Welcome to our new AMAA Honorary Professor, Leo Stopfer
It is with great pride that we can share with you that the renowned ‘Painter of the Ballet-Stars’, Leo Stopfer, joins our exclusive club of AMAA Honorary Professors.
It is a major honour to be able to collaborate with such an outstanding artist, and we are happy for those students who will be able to learn directly from him in his Masterclass at our Summer Camp in July/August 2021.
Leo Stopfer expresses that the joy is reciprocated and that he hopes to inspire young art students:
Based on my own experience and my way in the Art world, I can state: Art unites people, regardless of their nationality, language affiliation, political or religious beliefs. Creativity is the highest manifestation of the human spirit. Being involved in art process enriches the personality, and one of the most important of its benefits is the opportunity to share the fruits of one’s labor and inspiration with like-minded people and followers. – Leo Stopfer
The story of a Contemporary Artist
Leo Stopfer was born in Tulln an der Donau (Austria). He had his first personal exhibition in one of the galleries of the Austrian district Hollabrunn at the age of 18. The opening Day had great success, and the next week a local newspaper wrote about the new talent.
In earlier years, the artist was painting landscapes in an organic-abstract style, using a mixed Impasto technique. He combined earth, sand, and stones with acrylic paint to develop a relief-like texture. In the early years, Leo Stopfer visited a number of art master classes in France, instructed by the best professors. Here, the young artist learned the aesthetic of Impressionism and Realism. Especially, he was influenced by the art of Monet and Rodin.
Read more about his successful career below the display of his artworks:
“The Painter of the Ballet Stars”
Leo Stopfer’s passion for ballet began later as he met the ballerina Mitra Nayeri, who inspired him to create his first pastels paintings and ballet drawings in the year of 1989.
An important chapter in Leo Stopfer’s artistic career began in 2011. On the 9th of January 2011, the painter was inspired in the Vienna State Opera by the performance of two ballerinas — Ketevan Papava and Marie-Claire D’Lyse in the ballet ‚Bella Figura‘.
The dancing bodies fascinated him, initiating a new creative union. Two weeks later, the painter was working on the new masterpiece in his atelier, accompanied by four ballerinas. The result of this work is the series of paintings ‘Bella Figura’. Later, other stars of the Vienna State Ballet became the heroes of Leo Stopfer’s paintings.
Leo Stopfer made the ballet one of the main themes of his art. Cooperating with many outstanding dancers for many years he created plenty of paintings depicting the greatest ballerinas of the 20-21 centuries. Among them are such grandees of the world ballet scene as Diana Vishneva (the Mariinsky Theatre), Olga Smirnova and Evgenia Obraztsova (Bolshoi Theatre), Vladimir Malakhov (State Ballet of Berlin), Maria Abashova (Ballet Theatre of Boris Eifman), Maria Yakovleva (Vienna State Ballet), Isabelle Ciaravola and Ludmila Pagliero (Opera de Paris) and Julie Kent and Alessandra Ferri (ABT New York).
Exhibitions in Vienna State Opera and KLIMT VILLA
Almost 10 years later, Leo Stopfer had a big honor to expose his artworks created in collaboration with the ballet dancers of the Vienna State Opera in the Opera House. The Leo Stopfer’s personal exhibition „Förderpreisträger und Ehrenmitglieder des Ballettclubs, Stars des Wiener Staatsballetts“ (in English: Award winners and honorary members of the ballet club, stars of the Vienna State Ballet) took place at the Vienna State Opera (Wiener Staatsoper) since November 2019 till February 2020.
Since his first exhibition in 1982, Stopfer’s work has been exhibited all around Europe, including London, Vienna, Berlin, Moscow, Luxembourg, Côte d’Azur.
It is also noteworthy that Leo Stopfer was the first artist to receive the honor of being invited by the KLIMT VILLA in 2017 to work in the original studio where the great master Klimt lived and worked. The result of this work was dozens of drawings and a large number of women’s portraits united under the title “meine Musen / my muses”. This series of works was presented at the personal exhibition of Leo Stopfer in the KLIMT VILLA Vienna in May 2018.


» TASK GOAL
The word "rates" marks the lines to keep; find each one in the data and copy it.

» SUPPLIED MATERIAL
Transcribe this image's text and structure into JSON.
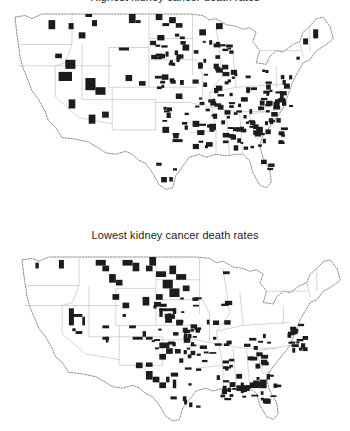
{
  "figure": {
    "top_map": {
      "title": "Highest kidney cancer death rates",
      "title_clipped": true,
      "marked_color": "#1c1c1c",
      "description": "US counties with highest kidney cancer death rates (shaded)"
    },
    "bottom_map": {
      "title": "Lowest kidney cancer death rates",
      "marked_color": "#1c1c1c",
      "description": "US counties with lowest kidney cancer death rates (shaded)"
    },
    "outline_color": "#6a6a6a",
    "state_border_color": "#b8b8b8",
    "background": "#ffffff"
  }
}
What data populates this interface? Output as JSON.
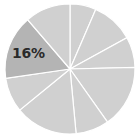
{
  "chart_data": {
    "type": "pie",
    "title": "",
    "center": [
      70,
      69
    ],
    "radius": 65,
    "start_angle_deg": 0,
    "direction": "clockwise",
    "slices": [
      {
        "value": 6.5,
        "color": "#d0d0d0",
        "label": ""
      },
      {
        "value": 10.5,
        "color": "#d0d0d0",
        "label": ""
      },
      {
        "value": 7.6,
        "color": "#d0d0d0",
        "label": ""
      },
      {
        "value": 15.6,
        "color": "#d0d0d0",
        "label": ""
      },
      {
        "value": 8.3,
        "color": "#d0d0d0",
        "label": ""
      },
      {
        "value": 15.6,
        "color": "#d0d0d0",
        "label": ""
      },
      {
        "value": 8.6,
        "color": "#d0d0d0",
        "label": ""
      },
      {
        "value": 16,
        "color": "#b4b4b4",
        "label": "16%",
        "highlighted": true
      },
      {
        "value": 11.3,
        "color": "#d0d0d0",
        "label": ""
      }
    ],
    "separator_color": "#ffffff",
    "legend": null
  },
  "labels": {
    "highlight": "16%"
  }
}
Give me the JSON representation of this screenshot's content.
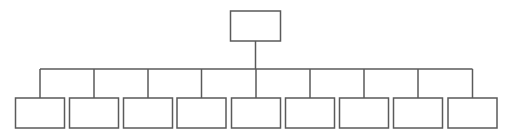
{
  "diagram": {
    "type": "org-chart",
    "stroke_color": "#5a5a5a",
    "fill_color": "#ffffff",
    "root": {
      "label": "",
      "x": 230.5,
      "y": 11,
      "w": 50,
      "h": 30
    },
    "bus_y": 69,
    "child_top": 98,
    "child_w": 49,
    "child_h": 30,
    "children": [
      {
        "label": "",
        "cx": 40
      },
      {
        "label": "",
        "cx": 94
      },
      {
        "label": "",
        "cx": 148
      },
      {
        "label": "",
        "cx": 201.5
      },
      {
        "label": "",
        "cx": 256
      },
      {
        "label": "",
        "cx": 310
      },
      {
        "label": "",
        "cx": 364
      },
      {
        "label": "",
        "cx": 418
      },
      {
        "label": "",
        "cx": 472.5
      }
    ]
  }
}
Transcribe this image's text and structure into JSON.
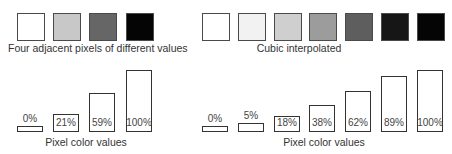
{
  "left_panel": {
    "caption": "Four adjacent pixels of different values",
    "bottom_label": "Pixel color values",
    "pixels": [
      {
        "value_label": "0%",
        "value": 0,
        "color": "#ffffff"
      },
      {
        "value_label": "21%",
        "value": 21,
        "color": "#c8c8c8"
      },
      {
        "value_label": "59%",
        "value": 59,
        "color": "#666666"
      },
      {
        "value_label": "100%",
        "value": 100,
        "color": "#050505"
      }
    ]
  },
  "right_panel": {
    "caption": "Cubic interpolated",
    "bottom_label": "Pixel color values",
    "pixels": [
      {
        "value_label": "0%",
        "value": 0,
        "color": "#ffffff"
      },
      {
        "value_label": "5%",
        "value": 5,
        "color": "#f2f2f2"
      },
      {
        "value_label": "18%",
        "value": 18,
        "color": "#cfcfcf"
      },
      {
        "value_label": "38%",
        "value": 38,
        "color": "#9c9c9c"
      },
      {
        "value_label": "62%",
        "value": 62,
        "color": "#5e5e5e"
      },
      {
        "value_label": "89%",
        "value": 89,
        "color": "#161616"
      },
      {
        "value_label": "100%",
        "value": 100,
        "color": "#050505"
      }
    ]
  },
  "chart_data": [
    {
      "type": "bar",
      "title": "Four adjacent pixels of different values",
      "xlabel": "Pixel color values",
      "categories": [
        "1",
        "2",
        "3",
        "4"
      ],
      "values": [
        0,
        21,
        59,
        100
      ],
      "data_labels": [
        "0%",
        "21%",
        "59%",
        "100%"
      ],
      "ylim": [
        0,
        100
      ],
      "grid": false
    },
    {
      "type": "bar",
      "title": "Cubic interpolated",
      "xlabel": "Pixel color values",
      "categories": [
        "1",
        "2",
        "3",
        "4",
        "5",
        "6",
        "7"
      ],
      "values": [
        0,
        5,
        18,
        38,
        62,
        89,
        100
      ],
      "data_labels": [
        "0%",
        "5%",
        "18%",
        "38%",
        "62%",
        "89%",
        "100%"
      ],
      "ylim": [
        0,
        100
      ],
      "grid": false
    }
  ]
}
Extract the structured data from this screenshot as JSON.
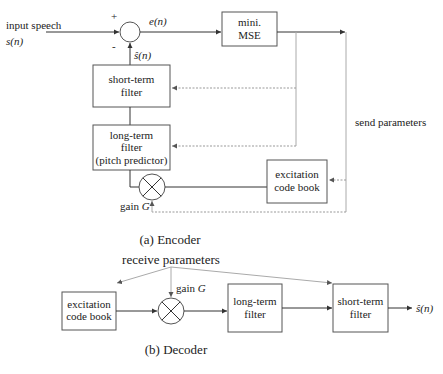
{
  "encoder": {
    "caption": "(a) Encoder",
    "input_label": "input speech",
    "input_signal": "s(n)",
    "plus_sign": "+",
    "minus_sign": "-",
    "error_signal": "e(n)",
    "predicted_signal": "ŝ(n)",
    "mse_box": {
      "line1": "mini.",
      "line2": "MSE"
    },
    "short_term_filter": {
      "line1": "short-term",
      "line2": "filter"
    },
    "long_term_filter": {
      "line1": "long-term",
      "line2": "filter",
      "line3": "(pitch predictor)"
    },
    "excitation_codebook": {
      "line1": "excitation",
      "line2": "code book"
    },
    "gain_label": "gain",
    "gain_symbol": "G",
    "send_parameters": "send parameters"
  },
  "decoder": {
    "caption": "(b) Decoder",
    "receive_parameters": "receive parameters",
    "excitation_codebook": {
      "line1": "excitation",
      "line2": "code book"
    },
    "gain_label": "gain",
    "gain_symbol": "G",
    "long_term_filter": {
      "line1": "long-term",
      "line2": "filter"
    },
    "short_term_filter": {
      "line1": "short-term",
      "line2": "filter"
    },
    "output_signal": "ŝ(n)"
  }
}
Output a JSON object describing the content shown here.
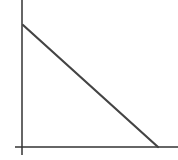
{
  "diagram": {
    "type": "line-graph-sketch",
    "colors": {
      "axis": "#333333",
      "line": "#444444",
      "background": "#ffffff"
    },
    "axes": {
      "x_axis": {
        "x1": 15,
        "y1": 147,
        "x2": 178,
        "y2": 147
      },
      "y_axis": {
        "x1": 22,
        "y1": 0,
        "x2": 22,
        "y2": 155
      }
    },
    "line": {
      "x1": 23,
      "y1": 25,
      "x2": 158,
      "y2": 147
    }
  },
  "chart_data": {
    "type": "line",
    "title": "",
    "xlabel": "",
    "ylabel": "",
    "x": [
      0,
      1
    ],
    "values": [
      1,
      0
    ],
    "grid": false,
    "legend": null,
    "note": "Single straight line with negative slope intersecting the y-axis near the top and the x-axis near the right end; no tick labels shown"
  }
}
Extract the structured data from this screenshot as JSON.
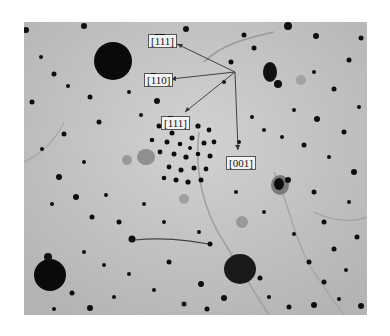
{
  "figure": {
    "type": "micrograph",
    "background_color": "#bdbdbd",
    "labels": [
      {
        "id": "l1",
        "parts": [
          {
            "t": "[",
            "o": false
          },
          {
            "t": "1",
            "o": true
          },
          {
            "t": "1",
            "o": true
          },
          {
            "t": "1]",
            "o": false
          }
        ],
        "text": "[1̄1̄1]",
        "x": 148,
        "y": 33,
        "arrow_to": [
          235,
          72
        ]
      },
      {
        "id": "l2",
        "parts": [
          {
            "t": "[",
            "o": false
          },
          {
            "t": "1",
            "o": true
          },
          {
            "t": "10]",
            "o": false
          }
        ],
        "text": "[1̄10]",
        "x": 144,
        "y": 72,
        "arrow_to": [
          235,
          72
        ]
      },
      {
        "id": "l3",
        "parts": [
          {
            "t": "[",
            "o": false
          },
          {
            "t": "1",
            "o": true
          },
          {
            "t": "11]",
            "o": false
          }
        ],
        "text": "[1̄11]",
        "x": 161,
        "y": 116,
        "arrow_to": [
          235,
          72
        ]
      },
      {
        "id": "l4",
        "parts": [
          {
            "t": "[001]",
            "o": false
          }
        ],
        "text": "[001]",
        "x": 226,
        "y": 156,
        "arrow_to": [
          235,
          72
        ]
      }
    ],
    "arrow_origin": [
      235,
      72
    ]
  }
}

» OUTPUT FOR THIS EXERCISE
      "title": "Highest kidney cancer death rates",
      "description": "US counties with highest kidney cancer death rates (shaded)"
      "title": "Lowest kidney cancer death rates",
      "description": "US counties with lowest kidney cancer death rates (shaded)"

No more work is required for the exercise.